SkyperTHC edited this page Oct 30, 2022 · 5 revisions

Information in regards to the TCP PORT PROBES from China that hit our server in Iran when testing TCP ports.

The companion article: https://blog.thc.org/the-iran-firewall-a-preliminary-report

Our goal was to find the most reliable method to get network traffic out of Iran during times of severe disruption. For this we needed to gain a better understanding of what ports and protocols are filtered and in which direction.

It was a day during severe disruption - the most severe we have witnessed (and not witnessed since). A golden hour for any researcher.

Our task was not to find probes from China but the unusual TCP packets and the precise timing caught our attention. We observed the probes in tcpdump. At that point (and considering our goal) they were more of an annoyance. At this point we did not know that those probes were from China. We only did a geo-location lookup after our assessment. We focused back on our task (to find a most reliable way out) while the Infra was so beautifully unstable and disrupted.

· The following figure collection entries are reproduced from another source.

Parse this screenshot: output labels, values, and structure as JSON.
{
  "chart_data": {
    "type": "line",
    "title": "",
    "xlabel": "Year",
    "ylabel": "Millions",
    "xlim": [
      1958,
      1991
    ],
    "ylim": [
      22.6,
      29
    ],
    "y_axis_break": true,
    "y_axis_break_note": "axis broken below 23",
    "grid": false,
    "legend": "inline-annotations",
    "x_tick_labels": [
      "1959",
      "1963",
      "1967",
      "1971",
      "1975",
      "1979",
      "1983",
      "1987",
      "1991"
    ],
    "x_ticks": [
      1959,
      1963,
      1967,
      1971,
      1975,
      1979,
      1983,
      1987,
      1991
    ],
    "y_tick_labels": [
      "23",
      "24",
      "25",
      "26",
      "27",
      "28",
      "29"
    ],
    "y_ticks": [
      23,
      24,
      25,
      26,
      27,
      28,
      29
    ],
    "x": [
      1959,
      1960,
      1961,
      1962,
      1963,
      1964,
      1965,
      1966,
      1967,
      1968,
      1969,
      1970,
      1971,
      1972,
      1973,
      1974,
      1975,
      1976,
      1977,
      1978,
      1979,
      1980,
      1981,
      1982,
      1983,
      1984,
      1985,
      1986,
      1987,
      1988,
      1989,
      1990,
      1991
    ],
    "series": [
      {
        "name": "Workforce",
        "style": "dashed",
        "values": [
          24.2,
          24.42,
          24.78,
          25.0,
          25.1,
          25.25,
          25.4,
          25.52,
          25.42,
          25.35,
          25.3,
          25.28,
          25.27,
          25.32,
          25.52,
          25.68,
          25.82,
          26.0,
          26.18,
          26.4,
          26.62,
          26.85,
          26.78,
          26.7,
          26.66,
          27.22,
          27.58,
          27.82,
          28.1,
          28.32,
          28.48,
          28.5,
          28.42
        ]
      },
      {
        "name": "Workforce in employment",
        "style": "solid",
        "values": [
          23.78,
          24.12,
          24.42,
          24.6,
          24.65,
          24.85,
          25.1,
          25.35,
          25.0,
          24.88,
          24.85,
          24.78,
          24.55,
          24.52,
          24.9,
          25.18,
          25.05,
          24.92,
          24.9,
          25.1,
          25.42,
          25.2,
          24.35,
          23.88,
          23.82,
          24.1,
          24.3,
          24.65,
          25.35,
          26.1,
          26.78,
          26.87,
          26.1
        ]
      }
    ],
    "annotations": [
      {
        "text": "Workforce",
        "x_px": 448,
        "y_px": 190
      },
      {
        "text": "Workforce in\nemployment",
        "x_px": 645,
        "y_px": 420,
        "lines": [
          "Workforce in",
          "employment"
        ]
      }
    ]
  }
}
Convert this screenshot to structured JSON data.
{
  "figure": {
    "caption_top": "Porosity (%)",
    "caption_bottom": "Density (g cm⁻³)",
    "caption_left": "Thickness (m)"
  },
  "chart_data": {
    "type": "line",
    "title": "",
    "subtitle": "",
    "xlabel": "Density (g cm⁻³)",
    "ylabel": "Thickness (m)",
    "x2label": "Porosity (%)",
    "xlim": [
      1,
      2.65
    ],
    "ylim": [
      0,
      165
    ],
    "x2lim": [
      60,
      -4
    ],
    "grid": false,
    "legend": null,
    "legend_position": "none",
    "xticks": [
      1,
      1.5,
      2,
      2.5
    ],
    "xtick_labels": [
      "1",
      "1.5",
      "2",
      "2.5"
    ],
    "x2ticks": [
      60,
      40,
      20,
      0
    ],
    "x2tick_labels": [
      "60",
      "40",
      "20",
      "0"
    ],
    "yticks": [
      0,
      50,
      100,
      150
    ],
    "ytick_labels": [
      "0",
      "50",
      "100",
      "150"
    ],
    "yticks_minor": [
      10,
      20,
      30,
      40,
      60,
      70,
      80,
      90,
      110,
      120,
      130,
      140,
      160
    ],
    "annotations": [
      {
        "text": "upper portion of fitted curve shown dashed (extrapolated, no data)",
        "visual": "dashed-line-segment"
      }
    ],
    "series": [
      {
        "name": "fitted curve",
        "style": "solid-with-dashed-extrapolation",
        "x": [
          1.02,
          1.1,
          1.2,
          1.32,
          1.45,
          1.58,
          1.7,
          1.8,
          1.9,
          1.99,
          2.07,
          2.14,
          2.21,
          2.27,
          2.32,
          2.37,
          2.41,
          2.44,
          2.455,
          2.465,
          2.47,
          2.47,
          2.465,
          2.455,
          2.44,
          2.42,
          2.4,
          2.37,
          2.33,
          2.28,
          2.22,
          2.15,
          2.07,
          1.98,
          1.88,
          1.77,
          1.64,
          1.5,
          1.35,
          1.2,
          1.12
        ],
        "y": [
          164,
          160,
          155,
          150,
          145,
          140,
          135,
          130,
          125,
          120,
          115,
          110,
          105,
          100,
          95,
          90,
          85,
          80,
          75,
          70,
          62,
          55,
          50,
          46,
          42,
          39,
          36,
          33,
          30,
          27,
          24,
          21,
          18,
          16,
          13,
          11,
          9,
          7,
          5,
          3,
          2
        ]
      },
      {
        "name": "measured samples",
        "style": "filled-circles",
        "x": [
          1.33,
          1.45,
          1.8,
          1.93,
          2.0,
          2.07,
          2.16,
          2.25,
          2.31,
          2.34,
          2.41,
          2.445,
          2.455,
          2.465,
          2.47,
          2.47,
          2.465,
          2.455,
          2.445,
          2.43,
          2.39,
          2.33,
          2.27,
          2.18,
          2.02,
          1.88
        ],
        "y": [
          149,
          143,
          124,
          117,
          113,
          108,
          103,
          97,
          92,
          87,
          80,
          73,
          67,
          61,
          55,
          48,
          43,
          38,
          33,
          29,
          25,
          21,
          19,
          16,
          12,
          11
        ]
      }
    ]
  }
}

Only after our assessment did we check the location of the IPs that probed our servers. The 2 IPs still showing on our console were 122.243.85.105 and 42.224.225.213 (both from China).

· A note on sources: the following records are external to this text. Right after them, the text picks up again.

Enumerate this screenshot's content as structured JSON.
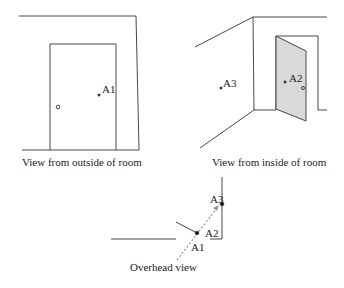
{
  "panels": {
    "outside": {
      "caption": "View from outside of room",
      "points": [
        {
          "label": "A1"
        }
      ]
    },
    "inside": {
      "caption": "View from inside of room",
      "points": [
        {
          "label": "A2"
        },
        {
          "label": "A3"
        }
      ]
    },
    "overhead": {
      "caption": "Overhead view",
      "points": [
        {
          "label": "A1"
        },
        {
          "label": "A2"
        },
        {
          "label": "A3"
        }
      ]
    }
  },
  "colors": {
    "line": "#333333",
    "door_fill": "#d9d9d9",
    "arrow": "#9a9a9a"
  }
}
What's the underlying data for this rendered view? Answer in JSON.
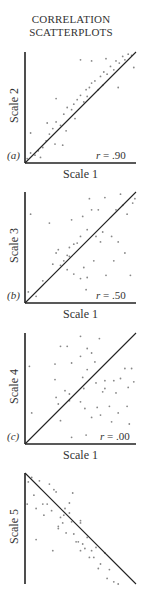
{
  "title": {
    "line1": "CORRELATION",
    "line2": "SCATTERPLOTS"
  },
  "colors": {
    "axis": "#222222",
    "line": "#222222",
    "points": "#888888"
  },
  "chart_data": [
    {
      "type": "scatter",
      "panel": "(a)",
      "xlabel": "Scale 1",
      "ylabel": "Scale 2",
      "annotation": "r = .90",
      "r": 0.9,
      "fit_line": {
        "from": [
          0,
          0
        ],
        "to": [
          1,
          1
        ]
      },
      "xlim": [
        0,
        1
      ],
      "ylim": [
        0,
        1
      ],
      "grid": false,
      "points": [
        [
          0.02,
          0.04
        ],
        [
          0.05,
          0.09
        ],
        [
          0.09,
          0.07
        ],
        [
          0.12,
          0.11
        ],
        [
          0.14,
          0.05
        ],
        [
          0.16,
          0.14
        ],
        [
          0.19,
          0.2
        ],
        [
          0.22,
          0.26
        ],
        [
          0.25,
          0.31
        ],
        [
          0.27,
          0.17
        ],
        [
          0.28,
          0.37
        ],
        [
          0.32,
          0.34
        ],
        [
          0.35,
          0.44
        ],
        [
          0.37,
          0.29
        ],
        [
          0.38,
          0.5
        ],
        [
          0.42,
          0.48
        ],
        [
          0.44,
          0.53
        ],
        [
          0.47,
          0.57
        ],
        [
          0.5,
          0.61
        ],
        [
          0.53,
          0.55
        ],
        [
          0.55,
          0.66
        ],
        [
          0.58,
          0.68
        ],
        [
          0.6,
          0.72
        ],
        [
          0.63,
          0.74
        ],
        [
          0.66,
          0.66
        ],
        [
          0.68,
          0.78
        ],
        [
          0.71,
          0.82
        ],
        [
          0.74,
          0.8
        ],
        [
          0.77,
          0.87
        ],
        [
          0.8,
          0.84
        ],
        [
          0.82,
          0.92
        ],
        [
          0.85,
          0.9
        ],
        [
          0.88,
          0.96
        ],
        [
          0.9,
          0.93
        ],
        [
          0.93,
          0.98
        ],
        [
          0.96,
          0.97
        ],
        [
          0.98,
          0.86
        ],
        [
          0.6,
          0.92
        ],
        [
          0.73,
          0.94
        ],
        [
          0.5,
          0.93
        ],
        [
          0.34,
          0.16
        ],
        [
          0.2,
          0.36
        ],
        [
          0.05,
          0.27
        ],
        [
          0.28,
          0.58
        ],
        [
          0.84,
          0.68
        ],
        [
          0.7,
          0.7
        ],
        [
          0.56,
          0.6
        ],
        [
          0.45,
          0.4
        ]
      ]
    },
    {
      "type": "scatter",
      "panel": "(b)",
      "xlabel": "Scale 1",
      "ylabel": "Scale 3",
      "annotation": "r = .50",
      "r": 0.5,
      "fit_line": {
        "from": [
          0,
          0
        ],
        "to": [
          1,
          1
        ]
      },
      "xlim": [
        0,
        1
      ],
      "ylim": [
        0,
        1
      ],
      "grid": false,
      "points": [
        [
          0.03,
          0.1
        ],
        [
          0.05,
          0.8
        ],
        [
          0.1,
          0.06
        ],
        [
          0.16,
          0.2
        ],
        [
          0.22,
          0.72
        ],
        [
          0.25,
          0.35
        ],
        [
          0.28,
          0.45
        ],
        [
          0.3,
          0.48
        ],
        [
          0.32,
          0.34
        ],
        [
          0.35,
          0.38
        ],
        [
          0.38,
          0.43
        ],
        [
          0.4,
          0.5
        ],
        [
          0.42,
          0.75
        ],
        [
          0.44,
          0.53
        ],
        [
          0.44,
          0.26
        ],
        [
          0.47,
          0.54
        ],
        [
          0.5,
          0.6
        ],
        [
          0.5,
          0.22
        ],
        [
          0.52,
          0.78
        ],
        [
          0.53,
          0.32
        ],
        [
          0.55,
          0.12
        ],
        [
          0.56,
          0.66
        ],
        [
          0.58,
          0.94
        ],
        [
          0.6,
          0.84
        ],
        [
          0.62,
          0.38
        ],
        [
          0.64,
          0.6
        ],
        [
          0.66,
          0.84
        ],
        [
          0.68,
          0.55
        ],
        [
          0.7,
          0.64
        ],
        [
          0.72,
          0.95
        ],
        [
          0.73,
          0.25
        ],
        [
          0.78,
          0.6
        ],
        [
          0.8,
          0.38
        ],
        [
          0.82,
          0.84
        ],
        [
          0.84,
          0.55
        ],
        [
          0.86,
          0.98
        ],
        [
          0.88,
          0.88
        ],
        [
          0.9,
          0.45
        ],
        [
          0.92,
          0.8
        ],
        [
          0.95,
          0.25
        ],
        [
          0.97,
          0.9
        ],
        [
          0.99,
          0.94
        ],
        [
          0.56,
          0.23
        ],
        [
          0.4,
          0.42
        ],
        [
          0.38,
          0.3
        ]
      ]
    },
    {
      "type": "scatter",
      "panel": "(c)",
      "xlabel": "Scale 1",
      "ylabel": "Scale 4",
      "annotation": "r = .00",
      "r": 0.0,
      "fit_line": {
        "from": [
          0,
          0
        ],
        "to": [
          1,
          1
        ]
      },
      "xlim": [
        0,
        1
      ],
      "ylim": [
        0,
        1
      ],
      "grid": false,
      "points": [
        [
          0.04,
          0.7
        ],
        [
          0.06,
          0.28
        ],
        [
          0.27,
          0.72
        ],
        [
          0.27,
          0.58
        ],
        [
          0.28,
          0.42
        ],
        [
          0.3,
          0.36
        ],
        [
          0.32,
          0.88
        ],
        [
          0.32,
          0.21
        ],
        [
          0.36,
          0.48
        ],
        [
          0.38,
          0.88
        ],
        [
          0.4,
          0.45
        ],
        [
          0.4,
          0.39
        ],
        [
          0.42,
          0.73
        ],
        [
          0.42,
          0.06
        ],
        [
          0.5,
          0.97
        ],
        [
          0.5,
          0.79
        ],
        [
          0.5,
          0.38
        ],
        [
          0.52,
          0.6
        ],
        [
          0.53,
          0.5
        ],
        [
          0.54,
          0.32
        ],
        [
          0.55,
          0.08
        ],
        [
          0.56,
          0.86
        ],
        [
          0.56,
          0.67
        ],
        [
          0.6,
          0.82
        ],
        [
          0.6,
          0.24
        ],
        [
          0.63,
          0.74
        ],
        [
          0.64,
          0.55
        ],
        [
          0.65,
          0.33
        ],
        [
          0.67,
          0.95
        ],
        [
          0.68,
          0.26
        ],
        [
          0.7,
          0.47
        ],
        [
          0.72,
          0.57
        ],
        [
          0.72,
          0.5
        ],
        [
          0.76,
          0.34
        ],
        [
          0.78,
          0.2
        ],
        [
          0.8,
          0.57
        ],
        [
          0.82,
          0.46
        ],
        [
          0.84,
          0.28
        ],
        [
          0.86,
          0.59
        ],
        [
          0.9,
          0.68
        ],
        [
          0.92,
          0.34
        ],
        [
          0.93,
          0.51
        ],
        [
          0.94,
          0.18
        ],
        [
          0.96,
          0.68
        ],
        [
          0.98,
          0.56
        ]
      ]
    },
    {
      "type": "scatter",
      "panel": "(d)",
      "xlabel": "",
      "ylabel": "Scale 5",
      "annotation": "",
      "fit_line": {
        "from": [
          0,
          1
        ],
        "to": [
          1,
          0
        ]
      },
      "xlim": [
        0,
        1
      ],
      "ylim": [
        0,
        1
      ],
      "grid": false,
      "partially_visible": true,
      "points": [
        [
          0.02,
          0.72
        ],
        [
          0.03,
          0.92
        ],
        [
          0.06,
          0.96
        ],
        [
          0.08,
          0.8
        ],
        [
          0.1,
          0.68
        ],
        [
          0.1,
          0.4
        ],
        [
          0.13,
          0.93
        ],
        [
          0.16,
          0.72
        ],
        [
          0.17,
          0.62
        ],
        [
          0.2,
          0.72
        ],
        [
          0.22,
          0.9
        ],
        [
          0.24,
          0.66
        ],
        [
          0.25,
          0.3
        ],
        [
          0.26,
          0.85
        ],
        [
          0.28,
          0.83
        ],
        [
          0.3,
          0.5
        ],
        [
          0.3,
          0.52
        ],
        [
          0.32,
          0.6
        ],
        [
          0.34,
          0.55
        ],
        [
          0.35,
          0.62
        ],
        [
          0.36,
          0.68
        ],
        [
          0.37,
          0.46
        ],
        [
          0.4,
          0.73
        ],
        [
          0.4,
          0.64
        ],
        [
          0.42,
          0.56
        ],
        [
          0.43,
          0.82
        ],
        [
          0.44,
          0.45
        ],
        [
          0.46,
          0.38
        ],
        [
          0.48,
          0.38
        ],
        [
          0.5,
          0.55
        ],
        [
          0.5,
          0.3
        ],
        [
          0.52,
          0.36
        ],
        [
          0.54,
          0.32
        ],
        [
          0.56,
          0.42
        ],
        [
          0.58,
          0.24
        ],
        [
          0.6,
          0.3
        ],
        [
          0.62,
          0.24
        ],
        [
          0.64,
          0.33
        ],
        [
          0.66,
          0.14
        ],
        [
          0.68,
          0.18
        ],
        [
          0.72,
          0.28
        ],
        [
          0.74,
          0.05
        ],
        [
          0.76,
          0.13
        ],
        [
          0.8,
          0.02
        ],
        [
          0.84,
          0.0
        ],
        [
          0.5,
          0.57
        ]
      ]
    }
  ],
  "panels": [
    {
      "label": "(a)",
      "xlabel": "Scale 1",
      "ylabel": "Scale 2",
      "r_symbol": "r",
      "r_text": " = .90"
    },
    {
      "label": "(b)",
      "xlabel": "Scale 1",
      "ylabel": "Scale 3",
      "r_symbol": "r",
      "r_text": " = .50"
    },
    {
      "label": "(c)",
      "xlabel": "Scale 1",
      "ylabel": "Scale 4",
      "r_symbol": "r",
      "r_text": " = .00"
    },
    {
      "label": "",
      "xlabel": "",
      "ylabel": "Scale 5",
      "r_symbol": "",
      "r_text": ""
    }
  ]
}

  • Our VPS was Located at Noyan Abr Arvan in Tehran.
  • IP address of our server is obfuscated to protect the admin
  • Times are in UTC (just after 2pm). The date was Wednesday, 26th of October 2022.
  • VPS is the server in Iran. FREEDOM is the server outside of Iran.
  • GFI is a synonym for Great Firewall of Iran.

The detail and timing of the probe:

During our exercise we initiated TCP connects from FREEDOM to VPS on various TCP ports. It was manual labour (netcat & tcpdump rather than nmap).

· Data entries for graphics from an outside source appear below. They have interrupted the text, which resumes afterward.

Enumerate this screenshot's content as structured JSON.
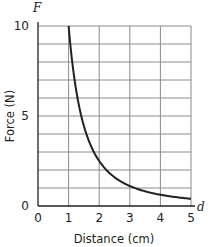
{
  "chart_data": {
    "type": "line",
    "title": "",
    "xlabel": "Distance (cm)",
    "ylabel": "Force (N)",
    "x_axis_variable": "d",
    "y_axis_variable": "F",
    "xlim": [
      0,
      5
    ],
    "ylim": [
      0,
      10
    ],
    "x_ticks": [
      "0",
      "1",
      "2",
      "3",
      "4",
      "5"
    ],
    "y_ticks": [
      "0",
      "5",
      "10"
    ],
    "grid": true,
    "x_grid_step": 1,
    "y_grid_step": 1,
    "series": [
      {
        "name": "F = 10/d^2",
        "x": [
          1,
          1.25,
          1.5,
          1.75,
          2,
          2.5,
          3,
          3.5,
          4,
          4.5,
          5
        ],
        "y": [
          10,
          6.4,
          4.44,
          3.27,
          2.5,
          1.6,
          1.11,
          0.82,
          0.625,
          0.49,
          0.4
        ]
      }
    ]
  }
}
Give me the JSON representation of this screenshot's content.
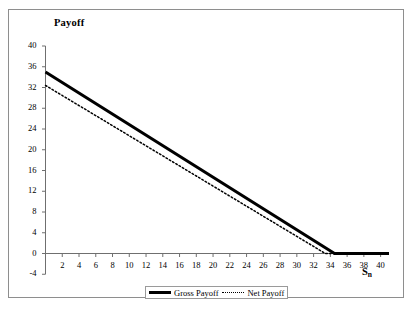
{
  "figure": {
    "y_axis_title": "Payoff",
    "x_axis_title_main": "S",
    "x_axis_title_sub": "n"
  },
  "legend": {
    "items": [
      {
        "label": "Gross Payoff",
        "style": "solid",
        "color": "#000000"
      },
      {
        "label": "Net Payoff",
        "style": "dotted",
        "color": "#000000"
      }
    ]
  },
  "chart_data": {
    "type": "line",
    "title": "",
    "subtitle": "",
    "xlabel": "Sₙ",
    "ylabel": "Payoff",
    "xlim": [
      0,
      41
    ],
    "ylim": [
      -4,
      40
    ],
    "xticks": [
      2,
      4,
      6,
      8,
      10,
      12,
      14,
      16,
      18,
      20,
      22,
      24,
      26,
      28,
      30,
      32,
      34,
      36,
      38,
      40
    ],
    "yticks": [
      -4,
      0,
      4,
      8,
      12,
      16,
      20,
      24,
      28,
      32,
      36,
      40
    ],
    "grid": false,
    "legend_position": "bottom-center",
    "series": [
      {
        "name": "Gross Payoff",
        "style": "solid",
        "linewidth": 3,
        "color": "#000000",
        "x": [
          0,
          34.5,
          41
        ],
        "values": [
          35.0,
          0.0,
          0.0
        ]
      },
      {
        "name": "Net Payoff",
        "style": "dotted",
        "linewidth": 1.5,
        "color": "#000000",
        "x": [
          0,
          33.4,
          41
        ],
        "values": [
          32.4,
          0.0,
          0.0
        ]
      }
    ],
    "annotations": []
  }
}
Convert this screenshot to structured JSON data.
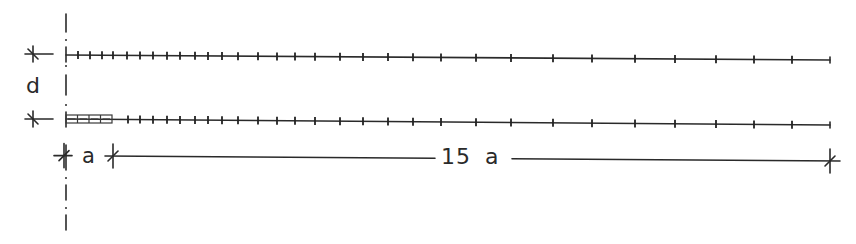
{
  "diagram": {
    "type": "structural-beam-spacing-schematic",
    "stroke_color": "#2a2a2a",
    "background": "#ffffff",
    "labels": {
      "depth": "d",
      "first_spacing": "a",
      "remaining_span": "15 a"
    },
    "centerline": {
      "x": 66,
      "style": "dash-dot",
      "dashes": [
        [
          14,
          32
        ],
        [
          75,
          95
        ],
        [
          145,
          170
        ],
        [
          185,
          200
        ],
        [
          215,
          230
        ]
      ],
      "dots": [
        40,
        66,
        105,
        178,
        208
      ]
    },
    "top_member": {
      "x_start": 66,
      "x_end": 830,
      "y_start": 55,
      "y_end": 60,
      "tick_x": [
        78,
        90,
        102,
        113,
        127,
        140,
        153,
        167,
        180,
        195,
        208,
        222,
        238,
        258,
        277,
        295,
        315,
        340,
        363,
        388,
        413,
        441,
        476,
        511,
        553,
        592,
        635,
        675,
        716,
        754,
        792
      ]
    },
    "bottom_member": {
      "x_start": 66,
      "x_end": 830,
      "y_start": 119,
      "y_end": 125,
      "hatched_block": {
        "x": 66,
        "y": 115,
        "width": 46,
        "height": 8,
        "cells": 4
      },
      "tick_x": [
        128,
        140,
        153,
        167,
        180,
        195,
        208,
        222,
        238,
        258,
        277,
        295,
        315,
        340,
        363,
        388,
        413,
        441,
        476,
        511,
        553,
        592,
        635,
        675,
        716,
        754,
        792
      ]
    },
    "depth_dimension": {
      "x_start": 25,
      "x_end": 53,
      "mark_x": 33,
      "y_top": 54,
      "y_bottom": 119
    },
    "span_dimension": {
      "y_left": 156,
      "y_right": 161,
      "ticks_x": [
        64,
        113,
        830
      ],
      "text_gap": [
        435,
        512
      ]
    }
  }
}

We used fresh listening ports on VPS (no service previously ran on these ports) and FREEDOM never before connected to the VPS (an unknown IP<->IP relationship from the GFI's perspective).

One of the tested ports was Port 23.

netcat -vnlp 23 and tcpdump -n port 23 were running in the console on VPS.

The TCP connection was initiated from FREEDOM (also using netcat) to VPS (Iran).

On FREEDOM the 3-way TCP handshake completed (SYN-ACK received, last ACK sent). On VPS the 3 way handshake did not complete (the last ACK from FREEDOM to VPS never arrived). Both ends were in a different TCP state (EST on FREEDOM and SYN_RECV on VPS). We assumed that this was due to the active nature of the GFI: To wait for application layer data before allowing both peers to connect.

The netcat on the VPS remained in listening mode (because the kernel never managed to complete the 3-way handshake and thus never notified netcat that a connection was happening.).

Within seconds did we then observe (in tcpdump) another TCP connection on the same port. That 3-way handshake fully completed (when ours did not).

14:14:59.093363 IP 42.224.225.213.22643 > 888.1.2.444.23: Flags [S], seq 1086259129, win 29040, options [mss 1360,sackOK,TS val 993064057 ecr 0,nop,wscale 5], length 0
14:14:59.093454 IP 888.1.2.444.23 > 42.224.225.213.22643: Flags [S.], seq 4259828992, ack 1086259130, win 65160, options [mss 1460,sackOK,TS val 2124211512 ecr 993064057,nop,wscale 7], length 0
14:14:59.350564 IP 42.224.225.213.22643 > 888.1.2.444.23: Flags [.], ack 1, win 908, options [nop,nop,TS val 993064313 ecr 2124211512], length 0

We equally tested port 24 and some high ports. The results were identical. We did not know (at that point) that those probes are from China. We then continued our assessment to circumvent the GFI with different methods.

We looked up the Geo-Location for the source of the probes after:

122.243.85.105 CHINA / Zhejiang - China Network Backbone
42.224.225.213 CHINA / Henan    - China Unicom Backbone

Some notes and gut feelings

  • The CHINA's probe's 3 way handshake completed when ours was 'held in limbo' and did not complete. My gut feeling is that we got probed by an active component of the GFI to determine the service running on our VPS.
  • It was a rather quiet time in regards to stray network traffic. It was a 'blackout' and the tcpdump did not miss-fire or showed any other traffic but OURS and the PROBE's.
  • We were not able to reproduce this the day after. Perhaps we have to wait until there are severe disruptions again.
  • I'm not from Iran (I'm german). I have never been to Iran. I have never done business with Iran. I dont even know anyone from Iran or have ever spoken to anyone in Iran until a week ago. I was intellectually interested how the GFI works and I was appalled how the illegal Regime in Iran is treating the people and the Regime's blatant disregard of the UDHR - likely the most important treaty that Iran ever signed.
  • I now know some people in Iran. Mostly admins and IT geeks. They are smart. Their cleverness goes beyond normal. It's more than what you learn at Universities. It's true passion. There is a loose hierarchy of who is more elite. It's a tight knit community - everybody knows or has heard of each other. They all want their country back (and oust the illegal Regime). Running a GFI takes experience, skills and constant (almost real-time) maintenance and adjustments. I cant fathom that a large enough group of regime-loyal IT-Admins exists who would betray their people and their country with such effect (nearly real-time) - and all this without any of the other Admins and Geeks knowing about them. If I were the illegal Regime of Iran then I would not task the people who rebel against me to run the GFI. It seems far stretched that the GFI is run by IT Admins and Geeks from Iran....

About me: I've 30 years of experience in network evasion and network protocol (starting with CCIT5). I've been part of various IETF working groups (IPSEC, TLS, DNSSec, ..) and designed various network communication and security protocol. I've broken some as well (GSM, Tetra, ..). Some people would describe me as a hacker. I enjoy curious problems.